January 18, 2025
LLM IAM patterns for agentic teams
A field guide for propagating identity, enforcing least privilege, and keeping audit trails intact inside modern agentic stacks.
IAM maturity determines whether your agent stays in production. We keep seeing the same smell: a prototype that authenticates users at the UI layer but drops all context as soon as the request hits the agent runtime. After that, the agent calls tooling with shared credentials, every action looks identical in logs, and audit teams panic.
The patterns below summarize how we propagate identity through the stack, enforce least privilege, and give auditors the evidence they require. You can layer each pattern incrementally regardless of cloud provider.
1. Identity envelope per request
Start by packaging the caller's identity and entitlements as a single immutable envelope. The envelope should contain:
- User ID and organization ID
- Normalized roles (e.g.,
analyst,customer-success) - Derived entitlements (
canViewPhi,region="EU") - Session metadata (device, mfa strength)
We forward this envelope via headers or metadata fields so every microservice reads from a single source of truth. In Next.js, a middleware can hydrate the envelope and forward it to the agent API:
const envelope = {
userId: session.user.id,
orgId: session.org.id,
roles: session.roles,
entitlements: deriveEntitlements(session),
};
await fetch("/api/agent", {
method: "POST",
headers: {
"x-agent-identity": Buffer.from(JSON.stringify(envelope)).toString("base64"),
},
body: JSON.stringify(payload),
});
Inside the runtime we decode the envelope and attach it to every tool call, prompt, and event log. That envelope is later used by the monitoring stack to prove who did what.
flowchart LR
A[IdP]-->B[Envelope]
B-->C[Policy Broker]
C-->D[Agent Runtime]
D-->E[Tool Registry]
D-->F[Audit Trail]
2. Tool registries with IAM guardrails
Most teams hardcode tool invocations in the agent logic. We centralize every tool definition in a registry that captures name, scopes, cost budgets, and the IAM attributes required to invoke it. When the agent wants to call a tool, it asks the registry for a signed capability. If the identity envelope lacks the proper entitlements, the registry denies the request with a justification.

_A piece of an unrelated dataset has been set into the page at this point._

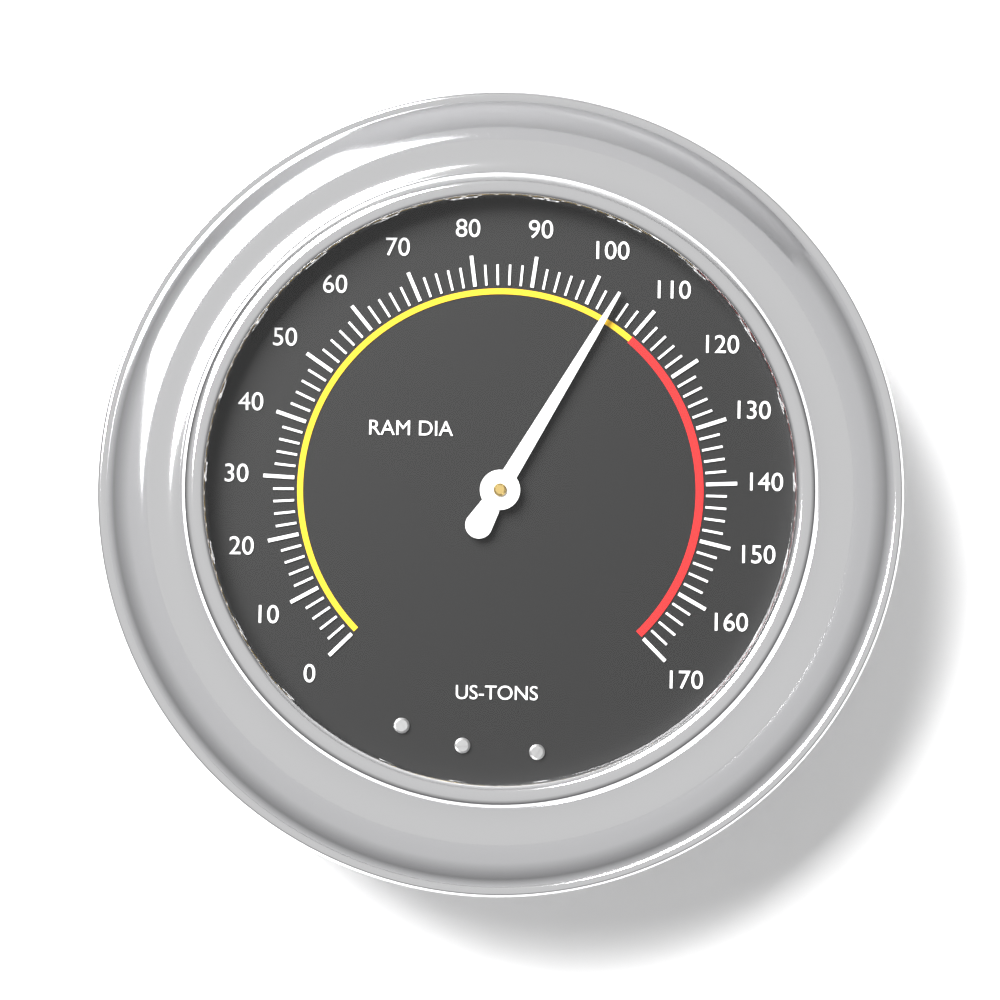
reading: 104 US-TONS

The registry also decorates each tool execution with a policyDecisionId that is logged alongside the request. When auditors ask why a tool was allowed, we can respond with deterministic data.
3. Dynamic policy injection into prompts
Prompts should not be static strings. Inject IAM context so the model understands boundaries. We embed short policy snippets:
You are assisting an analyst with EU accounts only. Never expose ticket data outside of region="EU". If a request references other regions, respond with "Need review".
When policies change, we update the snippet from a centralized store so every prompt inherits the change automatically. This is cheaper and faster than retraining or redeploying the agent runtime.
4. Scoped credentials per workflow
Avoid the temptation to share one API key across the entire agent. Instead, mint scoped credentials tied to the user's IAM context. At minimum:
- Use OAuth client credentials with per-tool scopes for backend-to-backend calls.
- Rotate credentials via the same secrets manager used by your existing services.
- Emit structured logs whenever a credential is used so security analysts can detect anomalies.
5. Just-in-time approvals
Certain workflows—fund transfers, publishing incidents—deserve human approvals. We implement JIT approvals by pausing the agent workflow, persisting the context payload, and notifying the approver via Slack or ticketing systems. The approval event references the same identity envelope plus a hash of the payload to guarantee integrity.
This pattern keeps agents inside compliance boundaries while preserving automation for low-risk steps.
6. Immutable audit trails
Every action should produce a log entry that contains:
- Identity envelope (or hash)
- Tool invoked and arguments
- Prompt template ID
- Retrieval sources
- Policy decision outcome
- Model response metadata (tokens, latency)
We stream these logs into the same SIEM or observability platform your security team already trusts. During tabletop exercises we walk through how to export the relevant entries within minutes.
7. SaaS multi-tenancy
When supporting multiple customers inside a shared agent stack, we isolate tenants at three levels:
- Data – per-tenant storage or strict row-level security with row ownership enforced at the database level.
- Vector stores – either separate indexes or namespacing that is cryptographically enforced.
- Secrets & tooling – each tenant registers its own tool credentials; the runtime never mixes them.
Tag every trace and log entry with the tenant identifier so suspicious activity is easy to scope.
8. Delivery process
IAM is not only a technical exercise. We codify the policies in architecture memos, review them with security, and include them in the rollout checklist. The same rigor we describe on the LLM security & IAM offering applies to internal platforms. If your organization cannot describe how entitlements flow through the runtime, you are not production-ready.
Takeaway
Successful agentic programs treat IAM as a product surface. The patterns above improve security posture while giving product teams the freedom to move fast. Start with the identity envelope, add the tool registry, and ship structured logs from day one. By the time the compliance team asks for evidence, you will already have the answers.